Your suggestion, Randall, that atheism needs a mythology, appears to be a paradox, given the antinomy of myth and logic. But in this thread on 'militant atheism' it is useful to look at how words have emotional associations deriving from their historical background. Communist Russia had a prominent organisation called "The League of the Militant Godless". The wiki is interesting to read to consider the emotional reactions that 'militant atheism' instils. The point is that if atheists deny their own need for symbols, they will have symbols foisted on them by others, misrepresenting modern liberal atheists by association with the fanatics of Soviet Russia.

Re: Militant Atheism

Posted: Wed May 25, 2011 8:33 am
by stahrwe
Dexter wrote:
stahrwe wrote:Do we want to compare numbers of people killed by 'christians' verses atheists?

Atheists
Pol Pott
Joseph Stalin
Mao


No Hitler? My history is a bit hazy, but I'm pretty sure he went on a killing spree after reading Dawkins.

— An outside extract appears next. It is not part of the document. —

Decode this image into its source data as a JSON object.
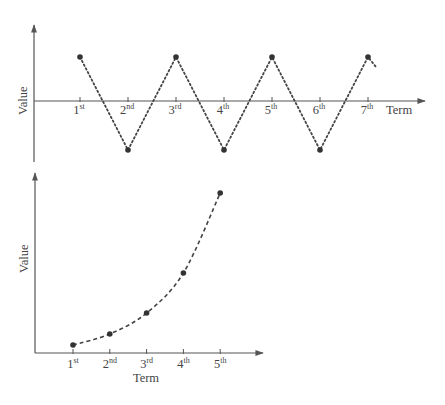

WOW, your history is not Hazy it is, well, I could use an expletive but I won't.

First, Dawkins was not on Hitler's reading list as I don't believe he had published anything yet.

Second, I was listing atheists. Whatever Hitler was, I don't believe he was an atheist. More likely he was an astrotheologist of some kind.

Re: Militant Atheism

Posted: Wed May 25, 2011 9:45 am
by Randall R. Young
Robert Tulip wrote:Your suggestion, Randall, that atheism needs a mythology, appears to be a paradox, given the antinomy of myth and logic.
???
I don't believe I was suggesting that! What I meant was that the world could turn out some actual militant atheists, thereby making the myth into a reality.

Re: Militant Atheism

Posted: Wed May 25, 2011 9:53 am
by Randall R. Young
stahrwe wrote:First, Dawkins was not on Hitler's reading list as I don't believe he had published anything yet.

Second, I was listing atheists. Whatever Hitler was, I don't believe he was an atheist. More likely he was an astrotheologist of some kind.
A) I think your sarcasm detector is turned off.

B) It is interesting that you take all these other mass murderers at face value, but not Hitler. Hitler was quite clear about his Christian beliefs. Why don't you believe him? Could it be that you are applying a double standard?